Not calibrated prevalence, not ground truth. Human validation pending. Learned from the 10,348 direct Codex labels and 10,348 direct Gemma labels. Candidate is the union of thresholded teacher heads; consensus is their intersection. These outputs are machine_predicted_unvalidated and are not human labels or direct frontier model labels.

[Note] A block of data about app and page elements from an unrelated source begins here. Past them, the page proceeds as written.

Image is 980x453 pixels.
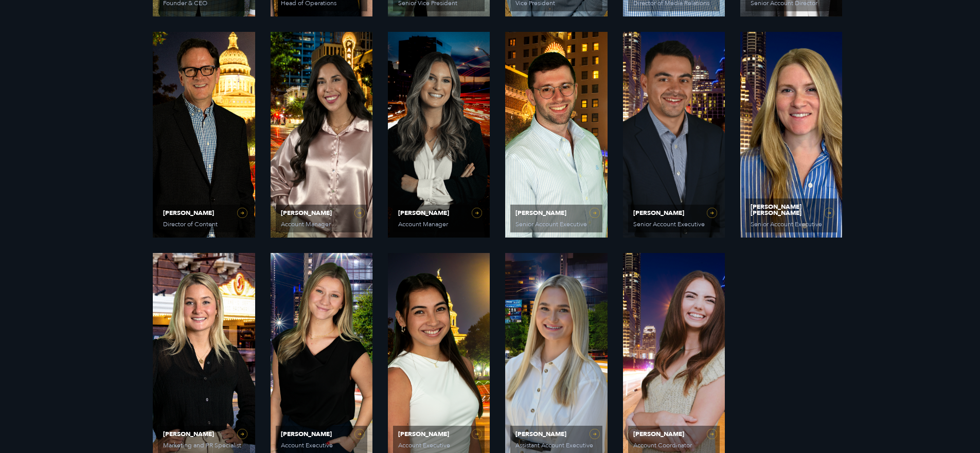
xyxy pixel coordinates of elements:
[515,431,597,438] span: [PERSON_NAME]
[39,60,92,67] div: Domain Overview
[388,32,489,237] a: View Bio for McKenzie Covell
[163,442,242,449] span: Marketing and PR Specialist
[623,32,724,237] a: View Bio for Mike Bradley
[270,32,372,237] a: View Bio for Sarah Vandiver
[163,431,244,438] span: [PERSON_NAME]
[633,431,715,438] span: [PERSON_NAME]
[281,431,362,438] span: [PERSON_NAME]
[29,16,51,25] div: v 4.0.25
[163,210,244,216] span: [PERSON_NAME]
[515,221,595,228] span: Senior Account Executive
[153,32,255,237] a: View Bio for Jeff Beckham
[740,32,842,237] a: View Bio for Katie Anne Hayes
[27,27,113,35] div: Domain: [DOMAIN_NAME]
[16,27,25,35] img: website_grey.svg
[28,60,36,68] img: tab_domain_overview_orange.svg
[505,32,607,237] a: View Bio for Josh Georgiou
[163,221,242,228] span: Director of Content
[633,210,715,216] span: [PERSON_NAME]
[16,16,25,25] img: logo_orange.svg
[750,221,830,228] span: Senior Account Executive
[281,221,360,228] span: Account Manager
[398,431,479,438] span: [PERSON_NAME]
[398,442,477,449] span: Account Executive
[102,60,111,68] img: tab_keywords_by_traffic_grey.svg
[633,442,713,449] span: Account Coordinator
[633,221,713,228] span: Senior Account Executive
[515,210,597,216] span: [PERSON_NAME]
[281,442,360,449] span: Account Executive
[398,221,477,228] span: Account Manager
[515,442,595,449] span: Assistant Account Executive
[114,60,173,67] div: Keywords by Traffic
[750,204,832,216] span: [PERSON_NAME] [PERSON_NAME]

metaresearch head score (Codex)0.000
metaresearch head score (Gemma)0.000
Version: codex-gemma-dda1882f352aValidation status: machine_predicted_unvalidated
Candidate categoriesnone
Consensus categoriesnone
DomainCandidate signal: none · Consensus signal: none
Study designCandidate signal: Other design · Consensus signal: none
GenreCandidate signal: Methods · Consensus signal: none
Teacher disagreement score0.946
Threshold uncertainty score0.564

Codex and Gemma teacher scores by category

CategoryCodexGemma
Metaresearch0.0000.000
Meta-epidemiology (narrow)0.0000.000
Meta-epidemiology (broad)0.0000.000
Bibliometrics0.0000.000
Science and technology studies0.0000.000
Scholarly communication0.0000.001
Open science0.0000.000
Research integrity0.0000.000
Insufficient payload (model declined to judge)0.0000.000

Machine scores (provisional)

The two teacher heads of the student model, read on this work. A score orders the frame for review; it never asserts a category, and the validation status ships verbatim with every row.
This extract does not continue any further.